In the nineteenth century, the Victorian poet Matthew Arnold would stand on Dover Beach and hear the “melancholy, long, withdrawing roar” as the sea of faith retreated, leaving man alone, confused, on a darkling plain. In the years of St. Augustine, Christians heard the counterpart of this noise. They called it the strepitus mundi, the “roar of the world.”24 This was not the roar of religion retreating but the sound of it advancing: the sound of Christianity pouring, as unstoppable as a tide, across towns, countries and continents. To Augustine, the sound of this change was as reassuring as to Arnold it had been melancholy. When Augustine came face to face with a group who had not yet converted to Christianity he told them that they should wake up, they should listen to the strepitus mundi.

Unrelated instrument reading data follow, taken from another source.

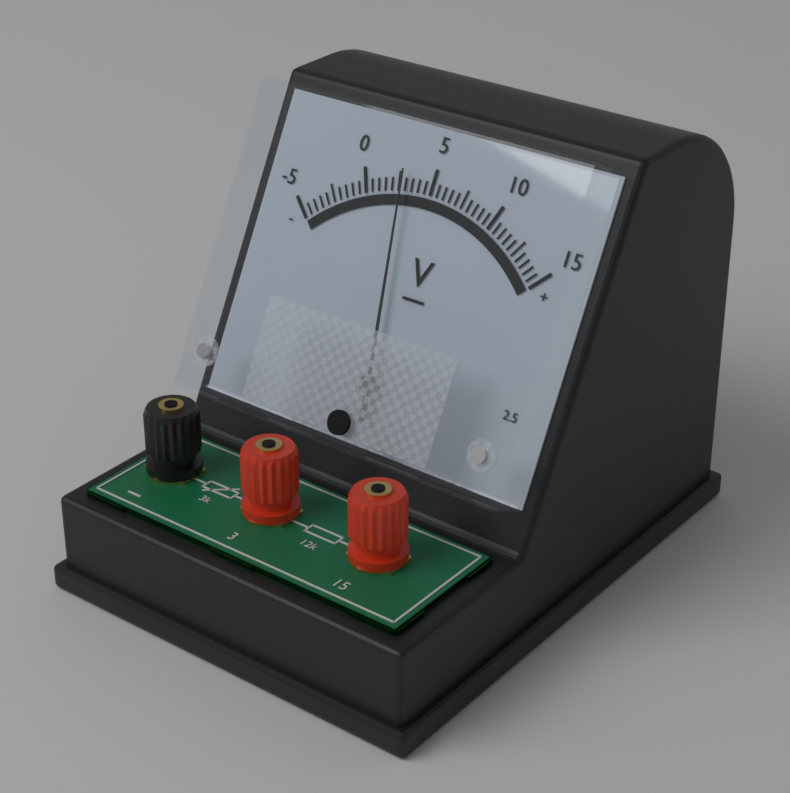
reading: 3.0 V
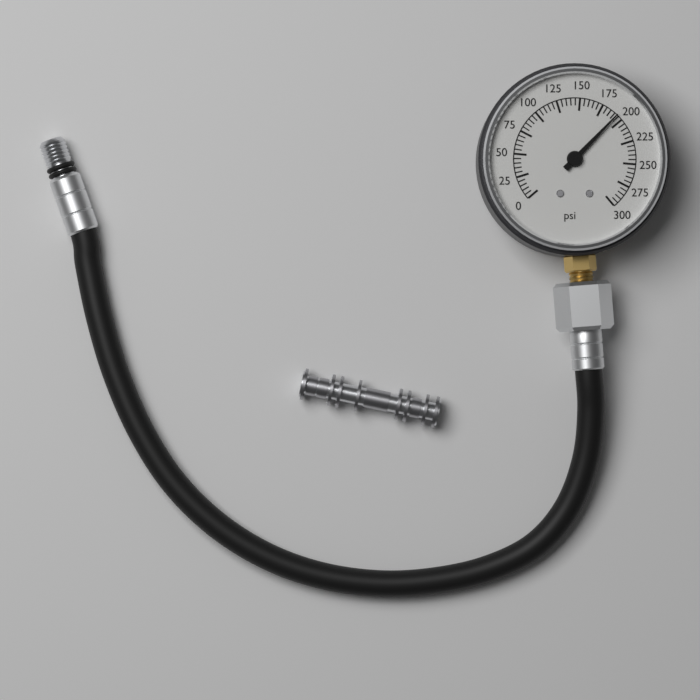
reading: 193 psi
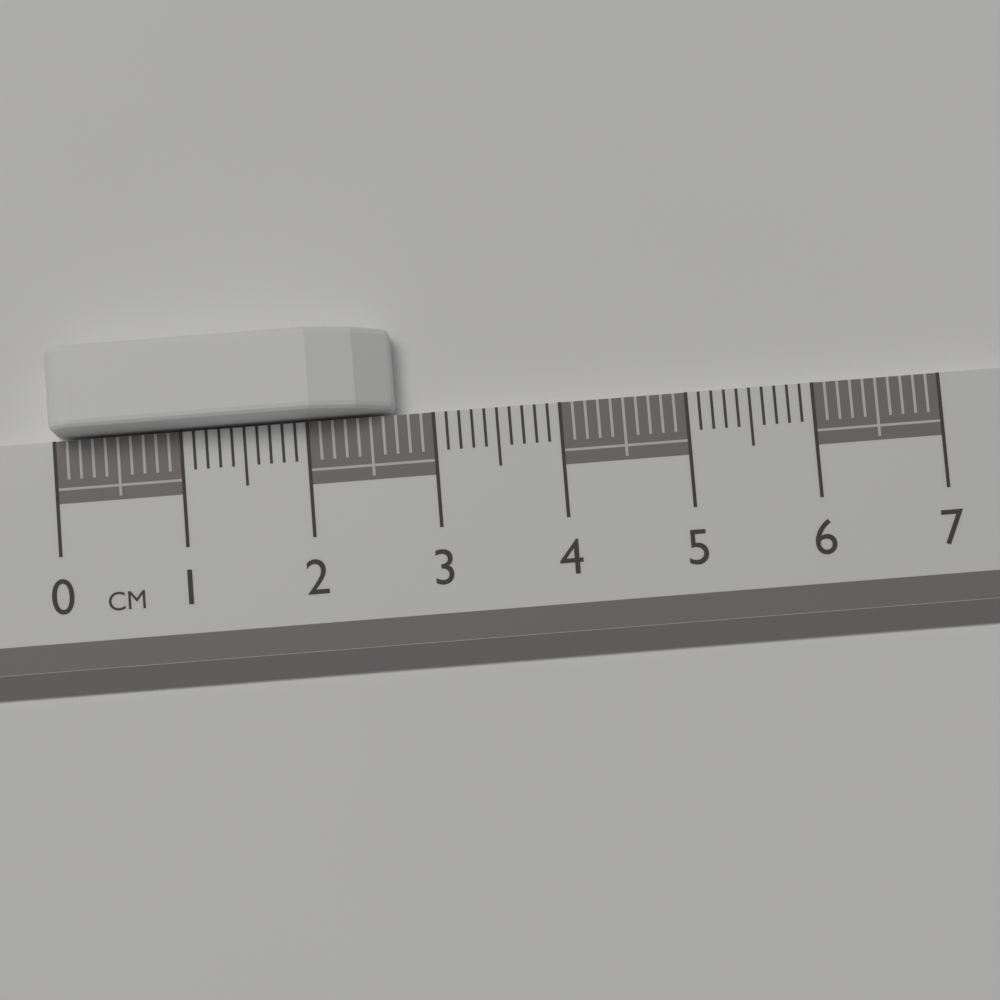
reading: 2.7 cm
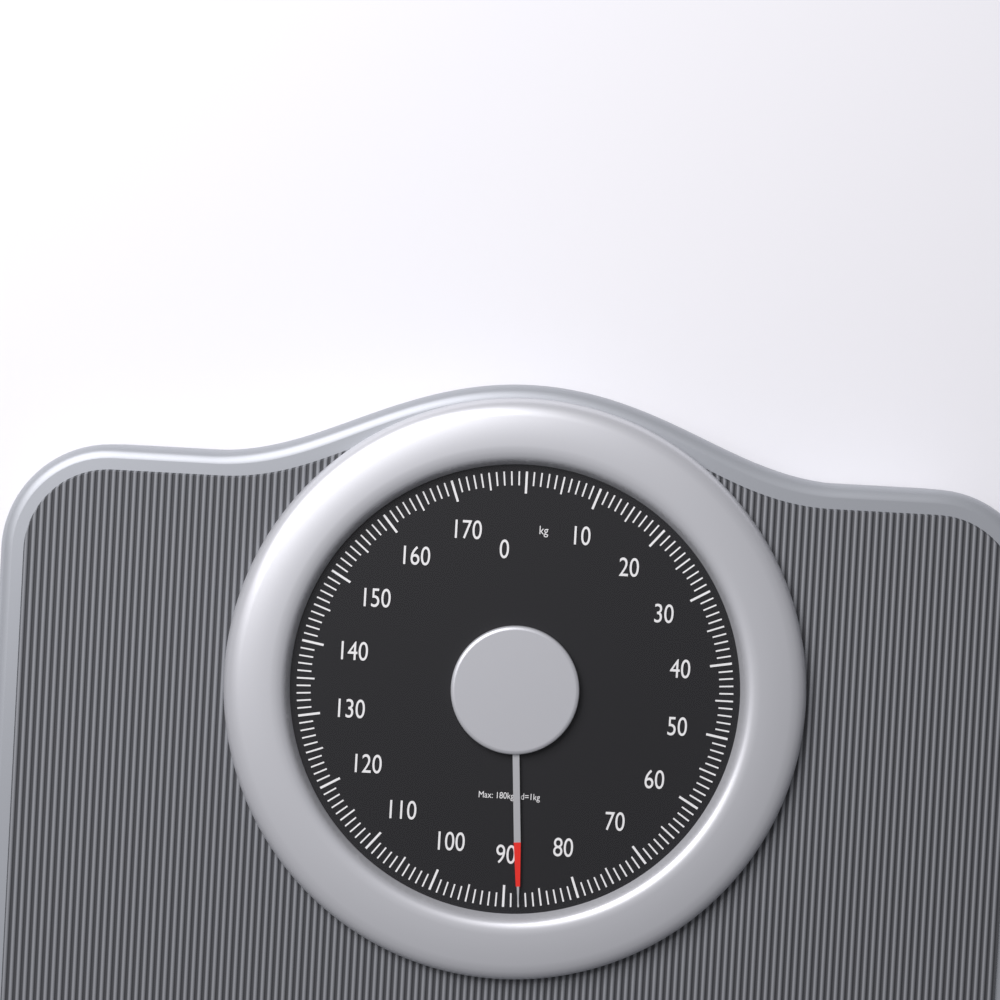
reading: 88 kg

But the definition of strepitus is not entirely straightforward. Strepitus is not a happy, reassuring sound in Latin. It is not even a neutral sound. It is not really a sound at all but a noise, and a stressful noise at that. It is the noise of wheels clattering over cobbles, the deafening roar of a river in full spate, the cacophony of an agitated crowd. Strepitus is at best an ambiguous word: something that if you are on the right side of it—standing above the flooded river, in the center of the jubilant crowd—can be exciting, even awe-inspiring. But rivers can drag you under; crowds, if they turn on you, can kill you. When Augustine told those people who had not yet converted that they should wake up and listen to the strepitus mundi it was, in part, an invitation to the Christian celebration. It was also, unmistakably, a threat.
To oppose a
nother man’s religion, to repress their worship—these were not, clerics told their congregations, wicked or intolerant acts. They were some of the most virtuous things a man might do. The Bible itself demanded it. As the uncompromising words of Deuteronomy instructed: “And ye shall overthrow their altars, and break their pillars, and burn their groves with fire; and ye shall hew down the graven images of their gods, and destroy the names of them out of that place.”25
The Christians of the Roman Empire listened. And as the fourth century wore on, they began to obey.
Chapter Three
* * *
Wisdom Is Foolishness
Utter trash.
—the Greek intellectual Celsus evaluates the Old Testament
IN EARLY AD 163, some of the most glamorous figures of second-century Rome gathered in a distinctly unglamorous-looking room. These people were not the merely rich, they were something that in those days was considered far more chic: they were the empire’s intellectual elite. Eminent philosophers, scholars and thinkers could be glimpsed among the gathering crowd.